National News

Theatre crisis at QECH

Surgeries are erratic at Malawi’s major referral hospital, Queen Elizabeth Central Hospital (QECH), leading to an average number of 20 patients in a month missing surgical treatment.

More than five patients were declared inoperable in the last four months having missed operations due to lack of cidex and gauze which are critical for a surgical operation.

QECH chief hospital administrator, Themba Mhango, confirmed the erratic supply of cidex solution and gauze during the past four months, but he could not give the exact number of affected patients.

“In general, there have been erratic medical supplies, including gauze and cidex solution for the obvious reason that Central Medical Stores Trust did not have the said items in stock during the period in question. 

“We managed to source cidex solution from private suppliers after realising the one we had in stock had expired,” said Mhango in an interview two weeks ago. 

A surgeon at QECH confided last month that for the past four months, surgeries have been erratic such that surgeons and patients hardly know whether an operation would take place as scheduled.

The doctor said an operation is not possible without gauze, which controls bleeding and cidex which is used for sterilising equipment.

“Surgical operations that suffer include breast cancer, co-genital abnormalities in children, emergencies, bowel obstructions, bone fractures and injuries in emergencies. There was a time we did not clean patients’ wounds for two consecutive days due to lack of gauze,” he said.

The doctor said on average, the hospital has 40 surgical cases in a month.

“Over five patients were declared inoperable some months ago because their conditions turned worse after missing operations…This hospital is the centre of excellence in Malawi. If things fail here, where do people go?

“To make matters worse, the Intensive Care Unit (ICU) where we refer patients after surgery has no space and the equipment there is mostly not working,” the doctor said.

He said management has on several occasions raised an alarm to the Ministry of Health to no avail.

“The attitude of the big people at the ministry is like that of politicians. They think of themselves first instead of thinking about patients,” the doctor said.

But Mhango said the hospital has not experienced a significant divergence in the number of patients undergoing surgical operations.

“For the past two years, our theatre operations decline in the months of January and December because of the festive season and all elective operations are suspended and attention is paid to emergencies or rather life- threatening conditions.

“This should not be misinterpreted as it is a theatre management decision to give priority to emergencies while able bodied patients who can walk in for an operation are re-booked to another date when the theatres operate in full capacity,” he said.

Mhango also confirmed the shortage of insulin for diabetes patients and the failure by patients from theatres to use the ICU due to inadequate space.

He said: “Shortage of insulin for diabetic patients had been a national logistical problem…Management is aware of the inadequate space in the ICU, and in our Hospital Strategic Plan 2012 -2016, we intended to extend the building from the central level for capital investments.”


**Problem to work on:** Every line containing the word "Deutschland" must be pulled from the records.

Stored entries

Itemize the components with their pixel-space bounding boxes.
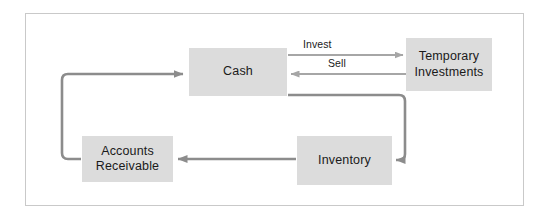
node-accounts-receivable[interactable]: Accounts Receivable	[82, 136, 173, 182]
node-cash-label: Cash	[223, 64, 253, 79]
node-accounts-receivable-label: Accounts Receivable	[96, 144, 159, 175]
node-inventory[interactable]: Inventory	[297, 136, 392, 185]
node-temporary-investments-label: Temporary Investments	[414, 49, 483, 80]
node-cash[interactable]: Cash	[189, 48, 287, 96]
diagram-connectors	[0, 0, 544, 219]
operating-cycle-diagram: Cash Temporary Investments Inventory Acc…	[0, 0, 544, 219]
edge-label-invest: Invest	[300, 38, 335, 50]
edge-label-sell: Sell	[325, 57, 349, 69]
node-inventory-label: Inventory	[318, 153, 371, 168]
node-temporary-investments[interactable]: Temporary Investments	[406, 38, 492, 91]
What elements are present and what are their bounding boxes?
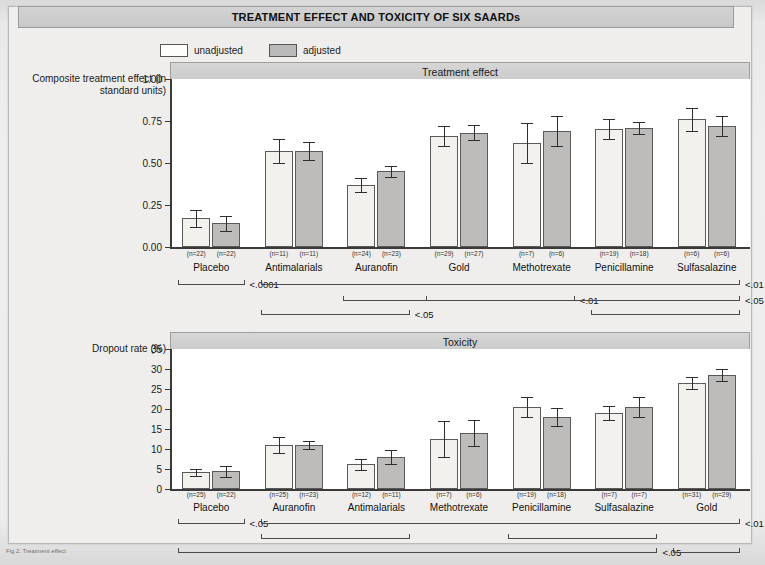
bar-adjusted-penicillamine xyxy=(625,128,653,247)
error-cap-top xyxy=(438,126,450,127)
error-cap-top xyxy=(603,119,615,120)
y-tick-mark xyxy=(165,389,170,390)
y-tick-label: 0.25 xyxy=(128,200,162,211)
error-cap-bottom xyxy=(273,163,285,164)
error-cap-top xyxy=(633,122,645,123)
error-cap-top xyxy=(468,125,480,126)
n-label-unadjusted-antimalarials: (n=12) xyxy=(352,491,371,498)
error-cap-top xyxy=(303,142,315,143)
error-bar-unadjusted-sulfasalazine xyxy=(692,108,693,132)
error-cap-bottom xyxy=(303,449,315,450)
bar-unadjusted-sulfasalazine xyxy=(595,413,623,489)
group-label-methotrexate: Methotrexate xyxy=(430,502,488,513)
error-bar-adjusted-placebo xyxy=(226,466,227,477)
n-label-unadjusted-sulfasalazine: (n=7) xyxy=(601,491,616,498)
group-label-methotrexate: Methotrexate xyxy=(512,262,570,273)
error-cap-bottom xyxy=(521,417,533,418)
group-label-gold: Gold xyxy=(448,262,469,273)
error-bar-unadjusted-penicillamine xyxy=(609,119,610,139)
error-cap-bottom xyxy=(273,453,285,454)
error-cap-bottom xyxy=(603,139,615,140)
bar-adjusted-gold xyxy=(708,375,736,489)
error-cap-bottom xyxy=(303,160,315,161)
error-bar-adjusted-sulfasalazine xyxy=(722,116,723,136)
y-tick-label: 35 xyxy=(128,344,162,355)
group-label-sulfasalazine: Sulfasalazine xyxy=(677,262,736,273)
panel-title-treatment-effect: Treatment effect xyxy=(422,66,498,78)
error-cap-bottom xyxy=(603,420,615,421)
error-bar-unadjusted-gold xyxy=(692,377,693,390)
error-bar-unadjusted-antimalarials xyxy=(361,459,362,470)
error-cap-bottom xyxy=(355,470,367,471)
significance-bracket xyxy=(591,310,740,315)
bar-unadjusted-antimalarials xyxy=(265,151,293,247)
bar-unadjusted-sulfasalazine xyxy=(678,119,706,247)
y-tick-mark xyxy=(165,163,170,164)
error-bar-adjusted-auranofin xyxy=(309,441,310,448)
significance-bracket xyxy=(261,519,740,524)
error-cap-bottom xyxy=(438,457,450,458)
significance-bracket xyxy=(261,280,740,285)
n-label-adjusted-sulfasalazine: (n=6) xyxy=(714,250,729,257)
error-bar-unadjusted-auranofin xyxy=(361,178,362,191)
n-label-adjusted-gold: (n=29) xyxy=(712,491,731,498)
y-tick-mark xyxy=(165,469,170,470)
y-tick-label: 1.00 xyxy=(128,74,162,85)
n-label-unadjusted-methotrexate: (n=7) xyxy=(519,250,534,257)
group-label-auranofin: Auranofin xyxy=(272,502,315,513)
y-tick-mark xyxy=(165,369,170,370)
y-tick-mark xyxy=(165,205,170,206)
y-tick-label: 0.50 xyxy=(128,158,162,169)
error-bar-unadjusted-gold xyxy=(444,126,445,146)
n-label-unadjusted-gold: (n=29) xyxy=(435,250,454,257)
error-cap-top xyxy=(603,406,615,407)
error-cap-bottom xyxy=(190,476,202,477)
error-cap-bottom xyxy=(190,227,202,228)
y-tick-label: 30 xyxy=(128,364,162,375)
bar-unadjusted-gold xyxy=(430,136,458,247)
error-bar-adjusted-gold xyxy=(722,369,723,381)
group-label-antimalarials: Antimalarials xyxy=(348,502,405,513)
significance-bracket xyxy=(178,280,245,285)
y-tick-mark xyxy=(165,409,170,410)
error-bar-unadjusted-methotrexate xyxy=(444,421,445,458)
legend-label-adjusted: adjusted xyxy=(303,45,341,56)
bar-adjusted-antimalarials xyxy=(295,151,323,247)
bar-unadjusted-penicillamine xyxy=(513,407,541,489)
n-label-adjusted-antimalarials: (n=11) xyxy=(300,250,319,257)
error-cap-bottom xyxy=(521,163,533,164)
bar-unadjusted-gold xyxy=(678,383,706,489)
y-tick-label: 5 xyxy=(128,464,162,475)
page-title: TREATMENT EFFECT AND TOXICITY OF SIX SAA… xyxy=(232,11,521,23)
bar-adjusted-auranofin xyxy=(295,445,323,489)
error-cap-top xyxy=(385,450,397,451)
y-tick-label: 0 xyxy=(128,484,162,495)
error-bar-adjusted-antimalarials xyxy=(391,450,392,464)
y-tick-label: 0.75 xyxy=(128,116,162,127)
n-label-adjusted-penicillamine: (n=18) xyxy=(547,491,566,498)
n-label-unadjusted-penicillamine: (n=19) xyxy=(517,491,536,498)
error-bar-adjusted-placebo xyxy=(226,216,227,231)
y-tick-mark xyxy=(165,489,170,490)
significance-bracket xyxy=(261,534,410,539)
error-bar-unadjusted-auranofin xyxy=(279,437,280,454)
error-bar-adjusted-gold xyxy=(474,125,475,140)
error-bar-unadjusted-methotrexate xyxy=(527,123,528,163)
error-cap-bottom xyxy=(551,146,563,147)
significance-bracket xyxy=(178,519,245,524)
panel-title-toxicity: Toxicity xyxy=(443,336,477,348)
error-cap-bottom xyxy=(385,464,397,465)
error-cap-top xyxy=(190,469,202,470)
y-tick-label: 25 xyxy=(128,384,162,395)
error-cap-top xyxy=(551,116,563,117)
error-bar-unadjusted-placebo xyxy=(196,210,197,227)
error-cap-bottom xyxy=(220,231,232,232)
n-label-adjusted-placebo: (n=22) xyxy=(217,250,236,257)
error-bar-unadjusted-antimalarials xyxy=(279,139,280,163)
y-tick-mark xyxy=(165,121,170,122)
group-label-auranofin: Auranofin xyxy=(355,262,398,273)
error-cap-top xyxy=(303,441,315,442)
y-tick-mark xyxy=(165,247,170,248)
legend-label-unadjusted: unadjusted xyxy=(194,45,243,56)
n-label-unadjusted-sulfasalazine: (n=6) xyxy=(684,250,699,257)
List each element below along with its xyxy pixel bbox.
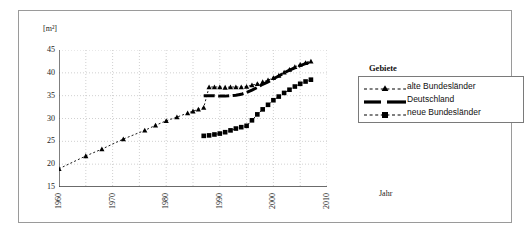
chart-figure: [m²] 15202530354045196019701980199020002… — [18, 10, 512, 223]
y-tick-label: 25 — [35, 137, 55, 145]
y-tick-label: 35 — [35, 92, 55, 100]
triangle-dashed-marker-icon — [363, 81, 407, 93]
y-tick-label: 30 — [35, 115, 55, 123]
x-tick-label: 1960 — [55, 193, 63, 209]
legend-title: Gebiete — [369, 63, 397, 73]
x-tick-label: 2010 — [323, 193, 331, 209]
square-dashed-marker-icon — [363, 107, 407, 119]
plot-area: 15202530354045196019701980199020002010 — [59, 50, 327, 187]
legend-entry-deutschland: Deutschland — [363, 93, 519, 106]
solid-line-marker-icon — [363, 94, 407, 106]
legend-label: alte Bundesländer — [407, 82, 476, 91]
legend-label: neue Bundesländer — [407, 108, 481, 117]
legend-label: Deutschland — [407, 95, 454, 104]
chart-canvas — [59, 50, 327, 187]
x-axis-title: Jahr — [379, 189, 392, 198]
chart-legend: alte Bundesländer Deutschland neue Bunde… — [358, 76, 524, 123]
y-tick-label: 20 — [35, 160, 55, 168]
legend-entry-alte-bundeslaender: alte Bundesländer — [363, 80, 519, 93]
y-tick-label: 40 — [35, 69, 55, 77]
y-tick-label: 45 — [35, 46, 55, 54]
x-tick-label: 1970 — [109, 193, 117, 209]
x-tick-label: 1990 — [216, 193, 224, 209]
x-tick-label: 2000 — [269, 193, 277, 209]
y-tick-label: 15 — [35, 183, 55, 191]
y-axis-unit-label: [m²] — [43, 24, 57, 33]
legend-entry-neue-bundeslaender: neue Bundesländer — [363, 106, 519, 119]
x-tick-label: 1980 — [162, 193, 170, 209]
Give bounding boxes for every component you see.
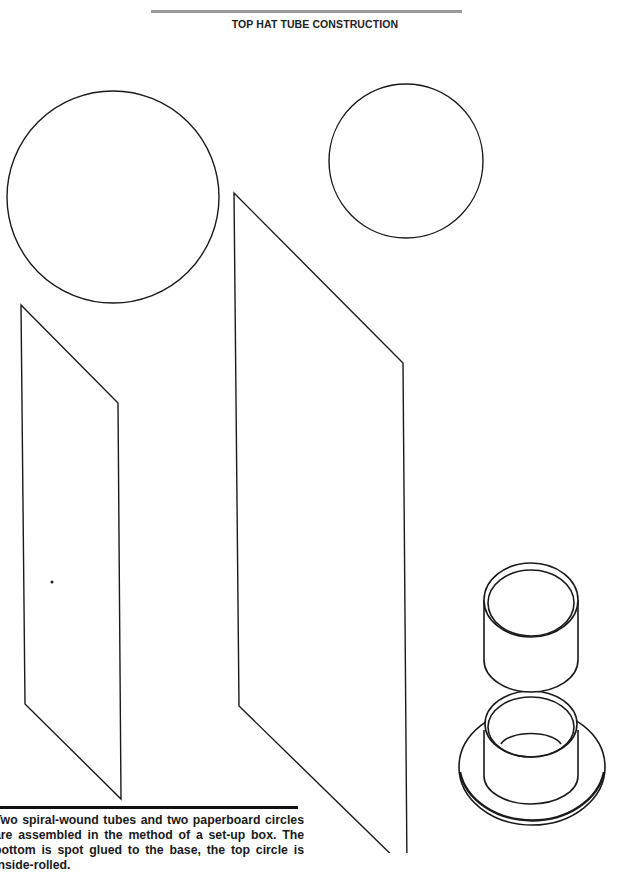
caption-rule xyxy=(0,806,298,809)
narrow-tube-blank xyxy=(21,305,121,799)
caption-text: Two spiral-wound tubes and two paperboar… xyxy=(0,813,304,873)
assembled-top-hat xyxy=(459,563,605,825)
wide-tube-blank xyxy=(234,193,407,853)
large-circle xyxy=(7,91,219,303)
small-circle xyxy=(329,84,483,238)
mark-dot xyxy=(51,581,54,584)
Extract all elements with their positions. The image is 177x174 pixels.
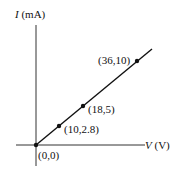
point-10-2.8: [57, 124, 61, 128]
y-axis-unit: (mA): [21, 8, 45, 21]
point-18-5: [81, 104, 85, 108]
point-0-0: [34, 143, 38, 147]
x-axis-label: V (V): [145, 139, 170, 152]
x-axis-var: V: [145, 139, 153, 151]
y-axis-label: I (mA): [14, 8, 46, 21]
iv-chart: (0,0) (10,2.8) (18,5) (36,10) I (mA) V (…: [0, 0, 177, 174]
label-point-2: (18,5): [88, 103, 115, 116]
point-36-10: [135, 59, 139, 63]
label-point-3: (36,10): [98, 54, 130, 67]
label-point-0: (0,0): [38, 149, 59, 162]
x-axis-unit: (V): [154, 139, 170, 152]
label-point-1: (10,2.8): [64, 123, 99, 136]
y-axis-var: I: [14, 8, 20, 20]
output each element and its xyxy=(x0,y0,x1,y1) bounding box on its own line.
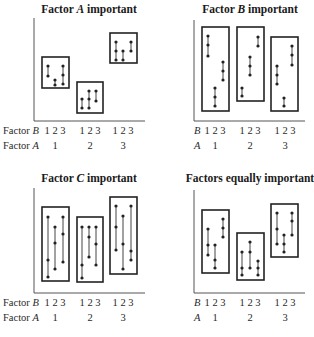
factor-importance-figure: Factor A importantFactor BFactor A1 2 31… xyxy=(0,0,314,337)
data-point xyxy=(248,250,251,253)
group-box-a1 xyxy=(202,27,229,111)
b-tick-labels: 1 2 3 xyxy=(275,125,296,136)
b-tick-labels: 1 2 3 xyxy=(113,125,134,136)
row-label-factor-a: A xyxy=(193,140,201,151)
row-label-factor-a: A xyxy=(193,312,201,323)
a-tick-label: 2 xyxy=(247,312,252,323)
row-label-factor-b: Factor B xyxy=(3,297,39,308)
data-point xyxy=(94,242,97,245)
data-point xyxy=(275,227,278,230)
data-point xyxy=(121,267,124,270)
a-tick-label: 1 xyxy=(52,312,57,323)
a-tick-label: 1 xyxy=(212,140,217,151)
data-point xyxy=(94,89,97,92)
data-point xyxy=(290,63,293,66)
row-label-factor-b: B xyxy=(194,297,201,308)
group-box-a3 xyxy=(271,204,298,257)
data-point xyxy=(114,49,117,52)
data-point xyxy=(206,243,209,246)
data-point xyxy=(87,255,90,258)
data-point xyxy=(61,232,64,235)
data-point xyxy=(53,83,56,86)
b-tick-labels: 1 2 3 xyxy=(205,125,226,136)
data-point xyxy=(206,227,209,230)
row-label-factor-a: Factor A xyxy=(3,140,39,151)
data-point xyxy=(213,104,216,107)
data-point xyxy=(213,266,216,269)
group-box-a2 xyxy=(237,233,264,280)
group-box-a3 xyxy=(271,37,298,111)
data-point xyxy=(114,204,117,207)
panel-title: Factors equally important xyxy=(186,172,314,185)
b-tick-labels: 1 2 3 xyxy=(45,125,66,136)
data-point xyxy=(221,69,224,72)
data-point xyxy=(248,240,251,243)
data-point xyxy=(87,89,90,92)
data-point xyxy=(282,242,285,245)
data-point xyxy=(290,233,293,236)
data-point xyxy=(256,273,259,276)
b-tick-labels: 1 2 3 xyxy=(275,297,296,308)
data-point xyxy=(61,260,64,263)
data-point xyxy=(121,214,124,217)
data-point xyxy=(114,58,117,61)
row-label-factor-a: Factor A xyxy=(3,312,39,323)
row-label-factor-b: Factor B xyxy=(3,125,39,136)
data-point xyxy=(213,258,216,261)
data-point xyxy=(129,258,132,261)
data-point xyxy=(256,35,259,38)
group-box-a2 xyxy=(237,27,264,101)
data-point xyxy=(256,44,259,47)
a-tick-label: 1 xyxy=(212,312,217,323)
data-point xyxy=(248,266,251,269)
data-point xyxy=(221,60,224,63)
data-point xyxy=(290,53,293,56)
data-point xyxy=(46,258,49,261)
data-point xyxy=(46,64,49,67)
b-tick-labels: 1 2 3 xyxy=(113,297,134,308)
data-point xyxy=(275,82,278,85)
data-point xyxy=(121,242,124,245)
panel-factor-c: Factor C importantFactor BFactor A1 2 31… xyxy=(3,172,145,323)
data-point xyxy=(282,250,285,253)
data-point xyxy=(94,263,97,266)
row-label-factor-b: B xyxy=(194,125,201,136)
data-point xyxy=(248,64,251,67)
data-point xyxy=(80,106,83,109)
panel-title: Factor A important xyxy=(41,3,137,16)
b-tick-labels: 1 2 3 xyxy=(80,125,101,136)
data-point xyxy=(206,34,209,37)
a-tick-label: 3 xyxy=(282,312,287,323)
a-tick-label: 2 xyxy=(87,312,92,323)
data-point xyxy=(282,233,285,236)
data-point xyxy=(206,43,209,46)
data-point xyxy=(129,204,132,207)
b-tick-labels: 1 2 3 xyxy=(45,297,66,308)
a-tick-label: 3 xyxy=(120,312,125,323)
panel-factor-a: Factor A importantFactor BFactor A1 2 31… xyxy=(3,3,145,151)
a-tick-label: 3 xyxy=(120,140,125,151)
group-box-a2 xyxy=(77,82,103,113)
data-point xyxy=(206,253,209,256)
data-point xyxy=(46,275,49,278)
data-point xyxy=(80,97,83,100)
group-box-a1 xyxy=(42,207,69,281)
data-point xyxy=(80,225,83,228)
data-point xyxy=(213,95,216,98)
group-box-a3 xyxy=(110,33,137,63)
data-point xyxy=(256,259,259,262)
data-point xyxy=(121,49,124,52)
data-point xyxy=(61,215,64,218)
b-tick-labels: 1 2 3 xyxy=(80,297,101,308)
data-point xyxy=(221,235,224,238)
data-point xyxy=(129,40,132,43)
data-point xyxy=(240,273,243,276)
group-box-a2 xyxy=(77,217,103,282)
data-point xyxy=(87,235,90,238)
data-point xyxy=(221,78,224,81)
data-point xyxy=(248,55,251,58)
data-point xyxy=(290,44,293,47)
a-tick-label: 3 xyxy=(282,140,287,151)
data-point xyxy=(240,86,243,89)
data-point xyxy=(61,82,64,85)
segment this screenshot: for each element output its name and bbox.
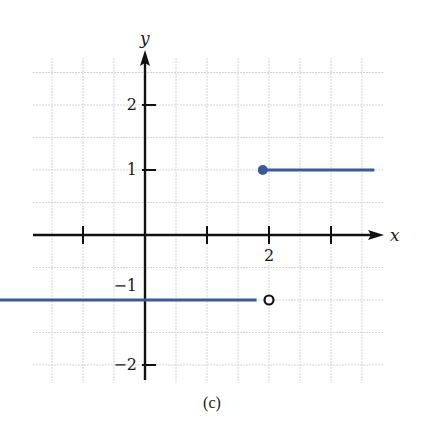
- y-tick-label: 2: [127, 95, 137, 114]
- x-axis-label: x: [390, 225, 400, 245]
- y-tick-label: 1: [127, 160, 137, 179]
- y-axis-label: y: [139, 28, 150, 48]
- grid-lines: [33, 58, 383, 383]
- plot-area: xy221−1−2: [0, 0, 424, 436]
- open-endpoint-circle: [265, 296, 274, 305]
- x-tick-label: 2: [264, 246, 274, 265]
- y-tick-label: −1: [113, 276, 137, 295]
- y-tick-label: −2: [113, 355, 137, 374]
- closed-endpoint-dot: [258, 165, 268, 175]
- axis-labels: xy221−1−2: [113, 28, 400, 374]
- figure-caption: (c): [0, 394, 424, 412]
- step-function-graph: xy221−1−2 (c): [0, 0, 424, 436]
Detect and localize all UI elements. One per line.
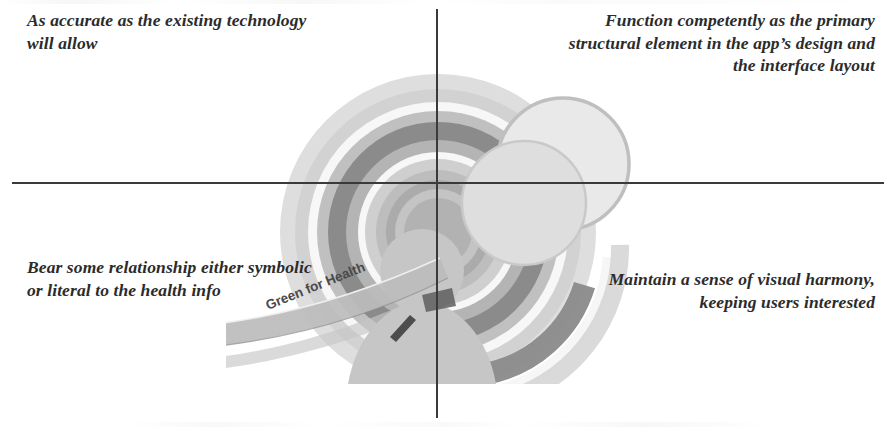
- quadrant-label-bottom-right: Maintain a sense of visual harmony, keep…: [575, 268, 875, 313]
- quadrant-label-top-left: As accurate as the existing technology w…: [27, 9, 327, 54]
- concentric-rings-illustration: Green for Health: [226, 60, 676, 384]
- scan-artifact-bottom: [0, 422, 896, 427]
- quadrant-label-top-right: Function competently as the primary stru…: [545, 9, 875, 77]
- scan-artifact-top: [0, 0, 896, 4]
- bubble-circle-small: [462, 141, 586, 265]
- axis-horizontal: [12, 182, 884, 184]
- quadrant-diagram: Green for Health As accurate as the exis…: [0, 0, 896, 427]
- axis-vertical: [436, 9, 438, 418]
- quadrant-label-bottom-left: Bear some relationship either symbolic o…: [27, 256, 327, 301]
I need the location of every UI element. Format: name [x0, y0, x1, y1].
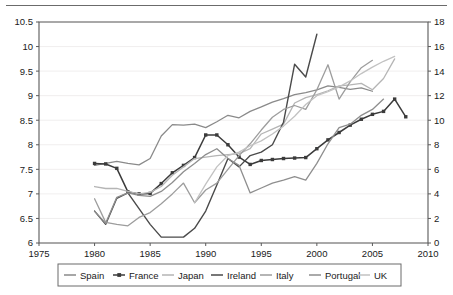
series-marker-france — [293, 156, 296, 159]
x-axis-labels: 19751980198519901995200020052010 — [28, 248, 438, 259]
legend-label-ireland: Ireland — [227, 270, 256, 281]
series-marker-france — [93, 162, 96, 165]
y-axis-tick-label: 10 — [22, 41, 33, 52]
y-axis-tick-label: 9.5 — [20, 66, 33, 77]
series-marker-france — [382, 110, 385, 113]
line-chart: 66.577.588.599.51010.5 024681012141618 1… — [0, 0, 453, 295]
series-marker-france — [104, 162, 107, 165]
legend-label-france: France — [129, 270, 159, 281]
y2-axis-tick-label: 18 — [434, 16, 445, 27]
series-line-italy — [95, 60, 373, 226]
series-marker-france — [248, 163, 251, 166]
legend-label-portugal: Portugal — [325, 270, 360, 281]
chart-legend: SpainFranceJapanIrelandItalyPortugalUK — [58, 264, 401, 286]
y-axis-tick-label: 6 — [28, 237, 33, 248]
y-axis-tick-label: 6.5 — [20, 213, 33, 224]
y-axis-tick-label: 7.5 — [20, 164, 33, 175]
y-axis-tick-label: 7 — [28, 188, 33, 199]
y-axis-labels: 66.577.588.599.51010.5 — [15, 16, 34, 248]
y2-axis-tick-label: 6 — [434, 164, 439, 175]
x-axis-tick-label: 2000 — [306, 248, 327, 259]
plot-border — [39, 22, 428, 243]
y2-axis-tick-label: 8 — [434, 139, 439, 150]
series-marker-france — [282, 157, 285, 160]
series-marker-france — [393, 97, 396, 100]
series-line-uk — [195, 56, 395, 202]
gridlines-group — [39, 22, 428, 243]
y2-axis-tick-label: 4 — [434, 188, 439, 199]
legend-label-uk: UK — [374, 270, 388, 281]
y2-axis-tick-label: 12 — [434, 90, 445, 101]
x-axis-tick-label: 1995 — [251, 248, 272, 259]
series-marker-france — [337, 131, 340, 134]
series-marker-france — [404, 115, 407, 118]
series-group — [93, 34, 408, 237]
series-marker-france — [215, 133, 218, 136]
x-axis-tick-label: 1990 — [195, 248, 216, 259]
y-axis-tick-label: 10.5 — [15, 16, 34, 27]
series-marker-france — [204, 133, 207, 136]
y2-axis-labels: 024681012141618 — [434, 16, 445, 248]
y-axis-tick-label: 9 — [28, 90, 33, 101]
series-marker-france — [271, 158, 274, 161]
series-marker-france — [115, 167, 118, 170]
legend-label-japan: Japan — [178, 270, 204, 281]
series-marker-france — [260, 159, 263, 162]
series-marker-france — [226, 143, 229, 146]
series-marker-france — [360, 118, 363, 121]
x-axis-tick-label: 1975 — [28, 248, 49, 259]
chart-container: 66.577.588.599.51010.5 024681012141618 1… — [0, 0, 453, 295]
y2-axis-tick-label: 10 — [434, 115, 445, 126]
series-marker-france — [315, 147, 318, 150]
legend-marker-france — [117, 273, 121, 277]
y2-axis-tick-label: 16 — [434, 41, 445, 52]
series-marker-france — [371, 113, 374, 116]
legend-label-italy: Italy — [276, 270, 294, 281]
legend-label-spain: Spain — [80, 270, 104, 281]
y2-axis-tick-label: 0 — [434, 237, 439, 248]
y2-axis-tick-label: 14 — [434, 66, 445, 77]
x-axis-tick-label: 1985 — [140, 248, 161, 259]
x-axis-tick-label: 2010 — [417, 248, 438, 259]
plot-frame — [39, 22, 428, 243]
x-axis-tick-label: 2005 — [362, 248, 383, 259]
y-axis-tick-label: 8.5 — [20, 115, 33, 126]
series-marker-france — [304, 156, 307, 159]
y2-axis-tick-label: 2 — [434, 213, 439, 224]
y-axis-tick-label: 8 — [28, 139, 33, 150]
x-axis-tick-label: 1980 — [84, 248, 105, 259]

**Answer section:**
legend-entry-deutschland: Deutschland — [363, 93, 519, 106]
legend-label: Deutschland — [407, 95, 454, 104]
chart-legend: alte Bundesländer Deutschland neue Bunde… — [358, 76, 524, 123]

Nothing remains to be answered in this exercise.